Kjetil's Information Center: A Blog About My Projects

Aspire One D250 Tweaks

I recently bought a new netbook, an Acer Aspire One D250 (HD version). Unfortunately, it was not possible to get it with Linux pre-installed, but I quickly re-formatted the hard-drive and installed Slackware 13.0. As usual with new hardware on Linux, some devices were not supported out of the box. After some tweaking however, I got it all up and running.

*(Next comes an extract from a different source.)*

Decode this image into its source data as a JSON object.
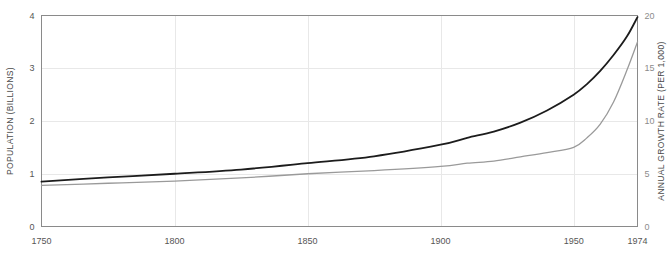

There were problems with both the ethernet and the wireless network interfaces, and also with the built in microphone controlled by the sound-card. Here is the "lspci -nn" information of the affected hardware devices:

0:1b.0 Audio device [0403]: Intel Corporation 82801G (ICH7 Family) High Definition Audio Controller [8086:27d8] (rev 02)
01:00.0 Network controller [0280]: Broadcom Corporation BCM4312 802.11b/g [14e4:4315] (rev 01)
03:00.0 Ethernet controller [0200]: Attansic Technology Corp. Atheros AR8132 / L1c Gigabit Ethernet Adapter [1969:1062] (rev c0)
          


The Wi-Fi interface can be fixed by installing the proprietary driver from Broadcom, instead of using the open source "b43" driver. (The b43 driver did not support this particular chip-set in the beginning of September when I installed everything, but this may have changed now.) I used the "hybrid-portsrc-x86_32-v5_10_91_9.tar.gz" driver with the "5_10_91_9_patch_2_6_29_kernel.zip" patch, and it has so far worked fine. I used the following steps to install it (some of the same information can also be found in the driver's readme file):

patch -p1 < patch_2.6.29_kernels
make -C /lib/modules/2.6.29.6-smp/build M=`pwd` clean
make -C /lib/modules/2.6.29.6-smp/build M=`pwd`
sudo cp wl.ko /lib/modules/2.6.29.6-smp/updates/drivers/net/wireless/
sudo depmod
reboot
          


The ethernet interface suffers from strange bugs in the driver (atl1c) shipped with the default kernel (2.6.29.6). Sometimes the chip itself disappears from the PCI bus, and does not show up until a complete power on/off has been done. The "ifconfig" command also shows crazy RX and TX values for the interface. I had to blacklist the kernel driver (by adding a file with "blacklist atl1c in the /etc/modprobe.d/ directory) and install the proprietary Atheros driver to fix it. I used the "AR81Family-linux-v1.0.0.10.tar.gz" file, which makes a new kernel module/driver named "atl1e".

The final thing I had issues with was the internal microphone, but it was fixed simply by updating the ALSA driver and library to version 1.0.21.